Bonum Certa Men Certa

The Re-imposition of Smart Networks.

Six years after CERN invented the World Wide Web, an AT&T engineer noticed that that his company was obsolete and wrote an essay called, "Rise of the Stupid Network." There is a disturbing reassertion of Smart networks by telco companies built on non free software, spectrum ownership and lawsuits to prevent the build out of municipal networks. In 1997, David Isenberg noted:



The astute reader might by now suspect that the main beneficiaries of the Intelligent Network are the telephone companies themselves. Nevertheless, telephone companies propound a "philosophy" that the Intelligent Network makes it easy to introduce new services and new technologies, and to meet new customer needs. ... Internet Telephony, because the Internet Protocol works at the level that user software manages the session, takes the telephone company out of the value equation. The Internet breaks the telephone company model by passing control to the end user.


He went on to vent some frustrations had while trying to improve services on AT&T's voice quality. His team spent two years figuring out how to add a little more bass to voice without blowing up every piece of voice equipment but the wires. He concluded, "Want a different voice quality? With a Stupid Network, you'd get a different program, install it in your intelligent end user device and run it."



These observations are common sense and very old news today. After more than a decade of relative network freedom, no one would go crawling back to Ma Bell would they? No one willingly.



With no sense apparent irony and perhaps great foresight, Isenberg credited Bill Gates with understanding the "new value proposition" of stupid networks. Gates is widely derided for having missed the world wide web in the early 90's, especially in his writing and toy computer software, Windows 95, which did not have a web browser. Gates understood the proposition as an extortionist. The value would no longer come from owning networks and charging users for each and every particle of service, it would come from owning computers through non free software and charging for every particle of service. It is likely that telcos understood this lesson too, though they practiced it with less success after being broken up.

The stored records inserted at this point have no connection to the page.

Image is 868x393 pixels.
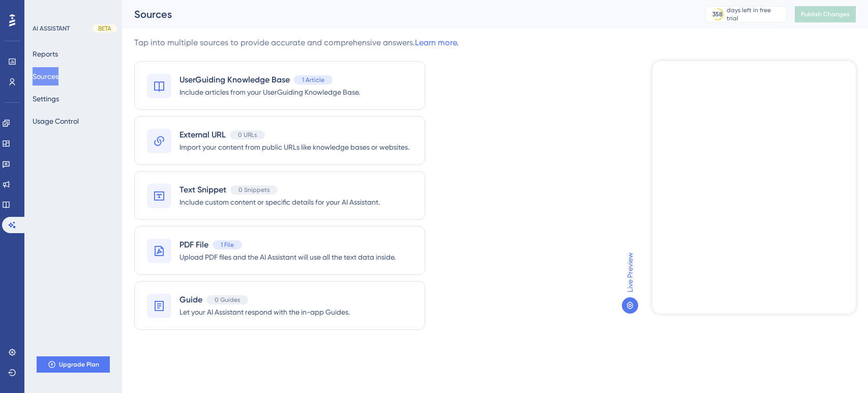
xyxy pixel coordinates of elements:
iframe: UserGuiding AI Assistant [652,61,856,314]
a: Learn more. [415,38,459,47]
span: Upgrade Plan [59,360,99,368]
span: Import your content from public URLs like knowledge bases or websites. [180,141,409,153]
span: 0 Snippets [239,186,269,194]
span: Include custom content or specific details for your AI Assistant. [180,196,380,208]
span: Live Preview [624,252,636,292]
button: Settings [33,90,59,108]
div: 358 [713,10,722,19]
button: Upgrade Plan [36,356,110,373]
span: Text Snippet [180,184,226,196]
div: BETA [93,24,117,33]
span: Guide [180,294,202,306]
button: Publish Changes [794,6,856,22]
span: Include articles from your UserGuiding Knowledge Base. [180,86,360,98]
iframe: UserGuiding AI Assistant Launcher [825,353,856,383]
span: PDF File [180,239,209,251]
button: Sources [33,67,58,86]
span: Publish Changes [801,10,849,19]
span: 1 File [221,241,234,249]
div: Tap into multiple sources to provide accurate and comprehensive answers. [134,36,459,49]
span: UserGuiding Knowledge Base [180,74,290,86]
span: 0 URLs [238,131,256,139]
div: days left in free trial [727,6,783,22]
div: Sources [134,7,680,21]
span: Upload PDF files and the AI Assistant will use all the text data inside. [180,251,395,263]
button: Usage Control [33,112,79,130]
button: Reports [33,45,58,63]
span: Let your AI Assistant respond with the in-app Guides. [180,306,350,318]
span: 0 Guides [214,296,240,304]
div: AI ASSISTANT [33,24,70,33]
span: 1 Article [302,76,324,84]
span: External URL [180,129,226,141]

So it was with great surprise and alarm that I learned that there are now almost as many subscribers to "broadband" cell networks as cable modem and dsl subscribers in the US. Persistent networks are being used as bait to get people to surrender their software and network freedom. AT&T got to this position by suing to stop municipal networks, through rampant corruption in spectrum auctions, and a series of mergers and acquisitions that have combined most of their once mighty empire. They have also embraced free, to them, software. Android, the most "open" of smart phones, is not free software. As Richard Stallman put it,



we can tolerate non-free phone network firmware provided new versions of it won't be loaded, it can't take control of the main computer, and it can only communicate when and as the free operating system chooses to let it communicate. In other words, it has to be equivalent to circuitry, and that circuitry must not be malicious. There is no obstacle to building an Android phone which has these characteristics, but we don't know of any.


"The Cloud" through AT&T is a dystopian throwback to dumb terminals and computers owned by others that should not exist in a world that's overflowing with cheap computers, radio devices and networks.



Alternatives exist to falling back into the wiretapped world of 1960's telco. The most obvious alternative is to demand software freedom for smart phones and network freedom for cell phone networks. As Isenberg demanded fifteen years ago, "just deliver the bits, stupid." Open Spectrum is the technically and ethically proper replacement to spectrum auctions that is ready, fast and finally in production testing but threatened. Another good solution is to cooperate and build out municipal networks. There are several of these running in the US in cities like Tacoma which provide excellent and fair service. We should be so lucky to have any but we should demand all of these alternatives.